Friday, June 10, 2005

Runway Fun United Airlines may be the first US airline to offer wireless in-flight Internet service, though it may have to do so from the ground if it can’t solve its plane-loads of debt and unfunded pension obligations. Maybe passengers and investors will Google United to see when it and its stock might get airborne.
Chinese Checkers No, not the game, the cars. Does a country with five times the population of the US really need to export its cars to us? We can’t keep GM going as it is, although its demise might not be a bad thing except for the 90,000 workers it will have left after axing 25,000 this week. Maybe instead of exporting jobs, the US should export people needing jobs—China might make good use of 25,000 American trained auto builders who can not only show them how to build substandard vehicles, but introduce them to the UAW philosophies and get that $2 per hour up to $37.
Ay Carumba! Mexicans with valid SS numbers and resident alien cards are renting them out to those not so fortunate. In the process, besides pocketing a fee for the service, these entrepreneurial ID renters expand their Social Security contributions thus qualifying for a larger pension down the road and collect income tax refunds. Identity theft is a huge problem, but maybe, inadvertently, these Rio Grande waders have come up with a solution for that problem as well.
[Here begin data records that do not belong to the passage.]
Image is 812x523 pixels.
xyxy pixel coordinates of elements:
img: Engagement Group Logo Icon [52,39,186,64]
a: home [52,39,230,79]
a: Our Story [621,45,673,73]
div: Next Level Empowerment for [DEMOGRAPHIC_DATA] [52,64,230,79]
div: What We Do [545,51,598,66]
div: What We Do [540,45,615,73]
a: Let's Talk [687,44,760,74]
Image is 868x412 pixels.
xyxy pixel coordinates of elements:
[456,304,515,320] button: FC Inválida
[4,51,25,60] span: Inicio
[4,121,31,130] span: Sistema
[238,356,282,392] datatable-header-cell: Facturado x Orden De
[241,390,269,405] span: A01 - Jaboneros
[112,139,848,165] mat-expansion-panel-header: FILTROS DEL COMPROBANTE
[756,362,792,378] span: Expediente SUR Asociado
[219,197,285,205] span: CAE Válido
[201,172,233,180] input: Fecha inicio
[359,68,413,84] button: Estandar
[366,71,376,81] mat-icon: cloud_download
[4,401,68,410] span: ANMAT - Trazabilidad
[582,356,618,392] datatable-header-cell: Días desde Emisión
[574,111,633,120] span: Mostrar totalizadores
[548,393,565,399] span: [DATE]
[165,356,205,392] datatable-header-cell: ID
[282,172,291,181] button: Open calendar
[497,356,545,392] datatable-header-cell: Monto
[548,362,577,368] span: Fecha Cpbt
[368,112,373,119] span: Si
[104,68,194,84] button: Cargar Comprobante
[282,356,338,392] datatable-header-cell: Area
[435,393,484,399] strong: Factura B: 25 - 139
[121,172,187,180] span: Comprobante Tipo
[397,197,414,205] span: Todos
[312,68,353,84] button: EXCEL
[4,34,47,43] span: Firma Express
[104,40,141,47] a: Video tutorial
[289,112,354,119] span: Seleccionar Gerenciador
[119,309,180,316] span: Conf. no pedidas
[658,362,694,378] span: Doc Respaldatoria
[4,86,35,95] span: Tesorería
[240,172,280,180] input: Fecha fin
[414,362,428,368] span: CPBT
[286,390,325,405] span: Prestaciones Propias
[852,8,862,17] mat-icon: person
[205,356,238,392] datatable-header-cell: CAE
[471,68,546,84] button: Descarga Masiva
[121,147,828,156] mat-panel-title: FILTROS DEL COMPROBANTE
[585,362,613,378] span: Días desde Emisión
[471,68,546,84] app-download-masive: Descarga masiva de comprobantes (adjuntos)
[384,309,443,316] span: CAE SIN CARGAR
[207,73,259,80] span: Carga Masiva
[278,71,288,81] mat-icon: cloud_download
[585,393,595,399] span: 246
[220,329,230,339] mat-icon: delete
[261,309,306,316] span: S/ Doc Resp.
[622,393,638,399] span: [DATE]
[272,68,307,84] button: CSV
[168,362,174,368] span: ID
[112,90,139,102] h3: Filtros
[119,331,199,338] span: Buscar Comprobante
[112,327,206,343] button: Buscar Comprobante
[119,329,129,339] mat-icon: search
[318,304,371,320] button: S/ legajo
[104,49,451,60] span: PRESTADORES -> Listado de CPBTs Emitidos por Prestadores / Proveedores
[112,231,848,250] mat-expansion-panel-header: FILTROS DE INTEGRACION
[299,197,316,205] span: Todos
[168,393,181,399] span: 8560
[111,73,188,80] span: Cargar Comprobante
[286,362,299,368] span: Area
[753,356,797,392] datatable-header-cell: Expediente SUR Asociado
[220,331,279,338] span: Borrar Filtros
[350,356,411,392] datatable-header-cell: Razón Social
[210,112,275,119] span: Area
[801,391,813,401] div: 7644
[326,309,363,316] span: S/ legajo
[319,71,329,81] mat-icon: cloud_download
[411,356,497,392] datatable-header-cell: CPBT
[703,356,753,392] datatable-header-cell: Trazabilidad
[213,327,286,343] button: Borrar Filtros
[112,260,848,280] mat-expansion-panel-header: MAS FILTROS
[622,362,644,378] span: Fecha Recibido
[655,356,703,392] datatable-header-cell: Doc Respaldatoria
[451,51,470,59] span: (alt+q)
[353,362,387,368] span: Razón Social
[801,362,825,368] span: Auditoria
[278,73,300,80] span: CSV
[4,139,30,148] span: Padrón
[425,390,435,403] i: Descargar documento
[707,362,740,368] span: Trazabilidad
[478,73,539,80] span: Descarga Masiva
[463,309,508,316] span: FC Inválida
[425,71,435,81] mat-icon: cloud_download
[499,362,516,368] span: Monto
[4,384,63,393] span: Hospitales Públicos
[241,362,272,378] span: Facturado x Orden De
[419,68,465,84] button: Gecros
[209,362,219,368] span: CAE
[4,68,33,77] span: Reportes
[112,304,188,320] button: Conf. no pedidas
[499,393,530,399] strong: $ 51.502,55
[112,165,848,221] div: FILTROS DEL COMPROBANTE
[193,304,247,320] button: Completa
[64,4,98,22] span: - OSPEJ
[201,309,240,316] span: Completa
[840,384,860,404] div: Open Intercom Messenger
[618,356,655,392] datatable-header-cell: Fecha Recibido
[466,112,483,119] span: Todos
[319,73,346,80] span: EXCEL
Canadian Cuckarocha? Some nut from north of the border has invented a robot driven by something called a Madagascar hissing cockroach (for you NY apartment dwellers, it can grow to the size of a mouse and the hissing part doesn’t sound all that endearing so stop complaining) that he sticks in the driver’s seat with Velcro and then depends on the roach’s innate aversion to light to steer the robot away from light-flashing obstacles. He must have a couple of teenagers and old farts in the crowd though because it seems some of them like the crashing sensation while others sit idly for long periods of time, probably at intersections.
Stick That Whistle Where? Whistle blowing is a serious business ethics problem (apologies for using business and ethics in the same sentence). Consider Dr. Peter Rost, a vice president at Pfizer, one of the drug companies that we know and love. Rost ratted the pharmaceutical industry out on exorbitant drug prices, though I don’t know why he had to—like, it’s not a secret. First, his employees stopped reporting to him; second, his supervisors stopped returning his calls; third, he doesn’t know to whom to report; fourth, his secretary left; fifth, his office was moved near Pfizer’s security department in a different town; sixth, his company e-mail was cut off and his corporate cellphone stopped working. You don’t have to write mystery novels to guess what seventh might be. I think if I were Rost, I’d take my whistle and go tootle somewhere safer.
Kozlowski Kraziness & Scrushy Silliness If the juries for Denis Kozlowski, Tyco’s ex CEO, and Richard Scrushy, Health South’s ex CEO don’t get their acts together, these two super-rich oinkers may avoid the slammer and again make a mockery of our equal justice for all system.